Chang’s poems are of the heart and of the mind, of the eye and of the ear, of the self and of the other. In this exquisite debut, she reminds us of what it means to experience life in its most complicated, most real—which is to say most beautiful—moments. These poems bridge the greatest distances; they ask us, “How far do you have to go before coming back / becomes an act of love?” This book is a gift—an unforgettable act of love.

―Michael Shewmaker

Juliana Chang’s lucid, searching debut, So Long This Wound Stayed Open, begins like this: “One tender year, I learn my name/and every way I am terribly wrong.” What follows is a thrilling inquiry into shame and belonging, with all the despair and triumph of a bildungsroman: leave-takings and arrivals, loves yearned for and lost and discovered afresh, the nascent self becoming, clarifying, looking always to the past – the inherited and the lived – to make sense of the bewildering now. Am I who I hoped? Can I learn to love the wilderness that is another person? That is myself? Chang has an eye for telling detail, a slippery image in the closing moments of a poem that delights and unsettles.
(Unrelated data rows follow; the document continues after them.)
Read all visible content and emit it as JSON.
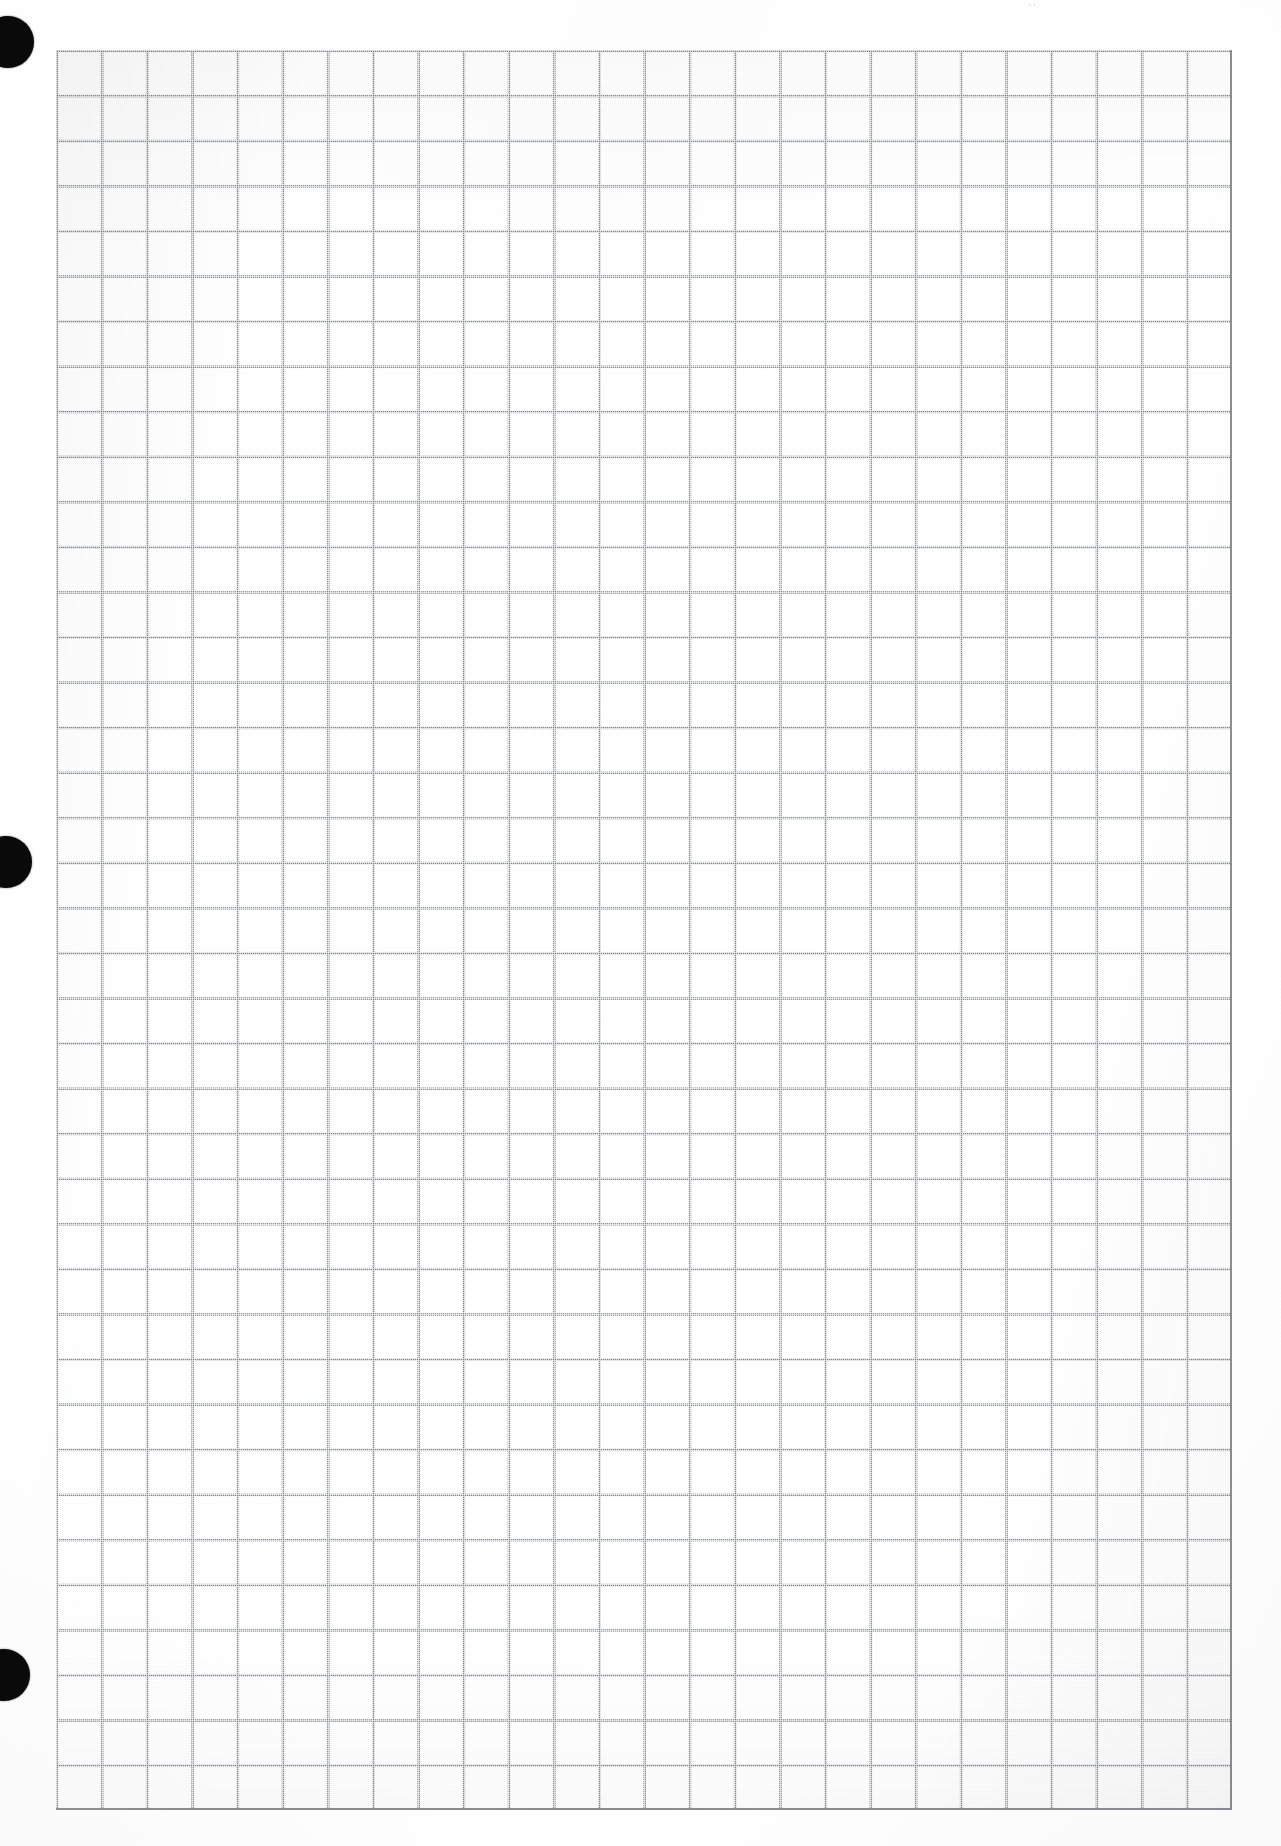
{
  "document": {
    "type": "scanned-graph-paper",
    "title": "Blank squared / graph paper sheet (scan)",
    "page_width": 1281,
    "page_height": 1846,
    "background_color": "#ffffff",
    "paper_tint": "#fdfdfe",
    "content_text": "",
    "handwriting": "none",
    "orientation": "portrait"
  },
  "binder_holes": {
    "name": "three-hole punched margin",
    "count": 3,
    "color": "#0a0a0a",
    "positions": [
      {
        "label": "top-hole",
        "cx": 8,
        "cy": 42,
        "r": 26
      },
      {
        "label": "middle-hole",
        "cx": 6,
        "cy": 862,
        "r": 26
      },
      {
        "label": "bottom-hole",
        "cx": 4,
        "cy": 1675,
        "r": 26
      }
    ]
  },
  "grid": {
    "name": "square-grid",
    "line_color": "#8d8f93",
    "cell_width": 45.23,
    "cell_height": 45.13,
    "columns": 26,
    "rows": 39,
    "left": 56,
    "top": 50,
    "width": 1176,
    "height": 1760,
    "has_major_lines": false,
    "ruling": "uniform square ruling, no emphasised decade lines"
  },
  "margins": {
    "left_margin_px": 56,
    "right_margin_px": 49,
    "top_margin_px": 50,
    "bottom_margin_px": 36
  },
  "artifacts": {
    "scan_mark_label": "··",
    "scan_mark_x": 1028,
    "scan_mark_y": -2,
    "note": "faint dust speck near top edge"
  }
}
And in the end, we realize we’ve been arcing all this time toward gratitude, relief: “We link arms and walk the boardwalk./We surprise ourselves with how much we live.” A remarkable first book.

―Edgar Kunz

Juliana Chang

About the Author

Juliana Chang is a Taiwanese American poet. She is the 2019 recipient of the Urmy/Hardy Poetry Prize, the 2017 recipient of the Wiley Birkhofer Poetry Prize, and a 2015 Scholastic Art & Writing Gold Medalist in Poetry. Her debut poetry chapbook, INHERITANCE, was the winner of the 2020 Vella Prize and published with Paper Nautilus Press in 2021. Juliana’s work appears or is forthcoming in The American Poetry Review, The Chestnut Review, diode poetry journal, Burningword Literary Magazine, The Best Teen Writing of 2015, and other journals. Juliana holds a BA in Linguistics and a MA in Sociology from Stanford University. She is a student at Harvard Law School, where she is a Presidential Public Service Fellow, a National Asian Pacific American Bar Association Presidential Scholar, and an editor of the Harvard Law Review.